Joint dimension reduction and clustering of categorical data.

Description This function implements MCA K-means (Hwang, Dillon and Takane, 2006), i-FCB (Iodice D’ Enza and Palumbo, 2013) and Cluster Correspondence Analysis (van de Velden, Iodice D’ Enza and Palumbo, 2016). The methods combine variants of Correspondence Analysis for dimension reduction with K-means for clustering. Usage clusmca(data, nclus, ndim, method = "clusCA", alpha = .5, nstart = 10, smartStart = NULL, gamma = TRUE, seed = 1234) Arguments data

Categorical dataset

nclus

Number of clusters

ndim

Dimensionality of the solution

method

Specifies the method. Options are MCAk for MCA K-means, iFCB for Iterative Factorial Clustering of Binary variables and clusCA for Cluster Correspondence Analysis (default = "clusCA")

alpha

Non-negative scalar to adjust for the relative importance of of MCA and Kmeans in the solution (default = .5). Works only in combination with method = "MCAk"

nstart

Number of random starts

smartStart

If NULL then a random cluster membership vector is generated. Alternatively, a cluster membership vector can be provided as a starting solution

gamma

Scaling parameter that leads to a similar spread in the object and attribute points (default = TRUE)

seed

An integer that is used as argument by set.seed() for offsetting the random number generator when smartStart = NULL. The default value is 1234

cluspca

3

Value obscoord

Object scores

attcoord

Varable scores

centroid

Cluster centroids

cluID

Cluster membership

criterion

Optimal value of the objective criterion

csize

Cluster size

nstart

A copy of nstart in the return object

odata

A copy of data in the return object

References Hwang, H., Dillon, W. R. and Takane, Y. (2006). An extension of multiple correspondence analysis for identifying heterogenous subgroups of respondents, Psychometrika, 71, 161-171. Iodice D’Enza, A. and Palumbo, F. (2013).
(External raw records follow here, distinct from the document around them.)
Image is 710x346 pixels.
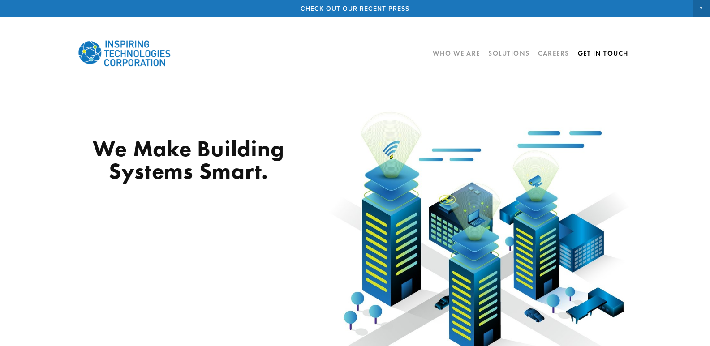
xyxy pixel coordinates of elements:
[488,49,530,57] a: Solutions
[578,46,628,61] a: Get In Touch
[77,137,300,182] h1: We make Building Systems Smart.
[538,46,569,61] a: Careers
[77,33,172,73] img: Inspiring Technologies Corp – A Building Technologies Company
[433,46,480,61] a: Who We Are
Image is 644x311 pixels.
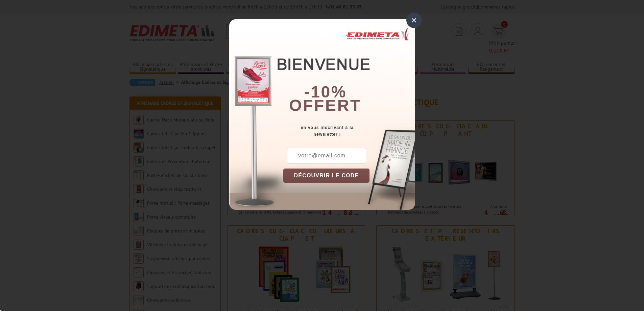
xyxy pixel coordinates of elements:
[283,169,370,183] button: DÉCOUVRIR LE CODE
[287,148,366,164] input: votre@email.com
[289,96,361,114] font: offert
[406,13,422,28] div: ×
[283,124,415,138] div: en vous inscrivant à la newsletter !
[304,83,347,101] b: -10%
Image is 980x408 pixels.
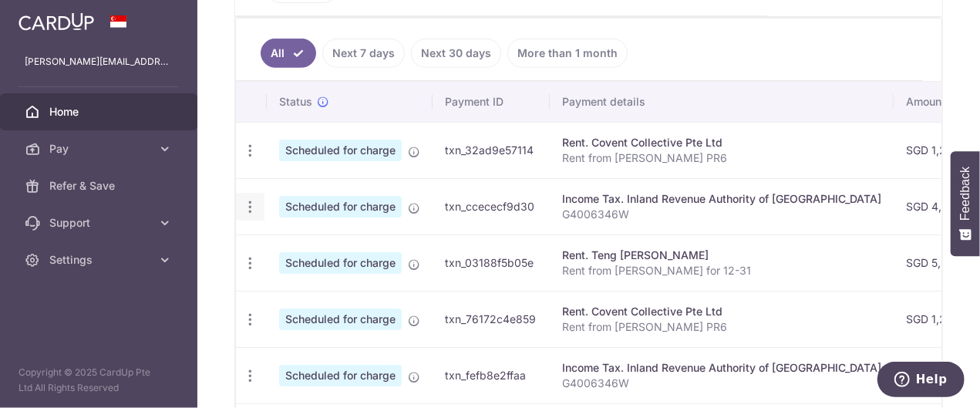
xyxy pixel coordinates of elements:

Iterative factor clustering of binary data. Computational Statistics, 28(2), 789-807. van de Velden M., Iodice D’Enza, A. and Palumbo, F. (2016). Cluster correspondence analysis.Psychometrika (in press) DOI: 10.1007/s11336-016-9514-0 See Also cluspca, tune_clusmca Examples data(cmc) # values of wife's age and number of children were categorized # into three groups based on quartiles cmc$W_AGE = ordered(cut(cmc$W_AGE, c(16,26,39,49), include.lowest = TRUE)) levels(cmc$W_AGE) = c("16-26","27-39","40-49") cmc$NCHILD = ordered(cut(cmc$NCHILD, c(0,1,4,17), right = FALSE)) levels(cmc$NCHILD) = c("0","1-4","5 and above") outclusMCA = clusmca(cmc[,-c(3,6,7)], 3, 2, method = "clusCA")

cluspca

Joint dimension reduction and clustering of continuous data.

Description This function implements Factorial K-means (Vichi and Kiers, 2001) and Reduced K-means (De Soete and Carroll, 1994), as well as a compromise version of these two methods. The methods combine Principal Component Analysis for dimension reduction with K-means for clustering.

4

cluspca

Usage cluspca(data, nclus, ndim, alpha = NULL, method = "RKM", center = TRUE, scale = TRUE, rotation = "none", nstart = 10, smartStart = NULL, seed = 1234) Arguments data

Continuous dataset

nclus

Number of clusters

ndim

Dimensionality of the solution

alpha

Adjusts for the relative importance of the two terms of Clustering and Dimension Reduction; alpha = 1 reduces to PCA, alpha = 0.5 to reduced K-means, and alpha = 0 to factorial K-means

method

Specifies the method. Options are RKM for reduced K-means and FKM for factorial K-means (default = "RKM")

center

A logical value indicating whether the variables should be shifted to be zero centered (default = TRUE)

scale

A logical value indicating whether the variables should be scaled to have unit variance before the analysis takes place (default = TRUE)

rotation

Specifies the method used to rotate the factors. Options are none for no rotation, varimax for varimax rotation with Kaiser normalization and promax for promax rotation (default = "none")

nstart

Number of starts

smartStart

If NULL then a random cluster membership vector is generated. Alternatively, a cluster membership vector can be provided as a starting solution

seed

An integer that is used as argument by set.seed() for offsetting the random number generator when smartStart = NULL. The default value is 1234

Value obscoord

Object scores

attcoord

Variable scores

centroid

Cluster centroids

cluID

Cluster membership

criterion

Optimal value of the objective function

csize

Cluster size

scale

A copy of scale in the return object

center

A copy of center in the return object

nstart

A copy of nstart in the return object

odata

A copy of data in the return object

clusval

5

References De Soete, G. and Carroll, J. D. (1994). K-means clustering in a low-dimensional Euclidean space. In Diday E. et al. (Eds.), New Approaches in Classification and Data Analysis, Heidelberg: Springer, 212-219. Vichi, M. and Kiers, H.A.L. (2001). Factorial K-means analysis for two-way data. Computational Statistics and Data Analysis, 37, 49-64. See Also clusmca, tune_cluspca Examples data(macro) outRKM = cluspca(macro, 3, 2, method = "RKM", rotation = "varimax") plot(outRKM, cludesc = TRUE)

clusval

Distance-based statistics for cluster quality assessment.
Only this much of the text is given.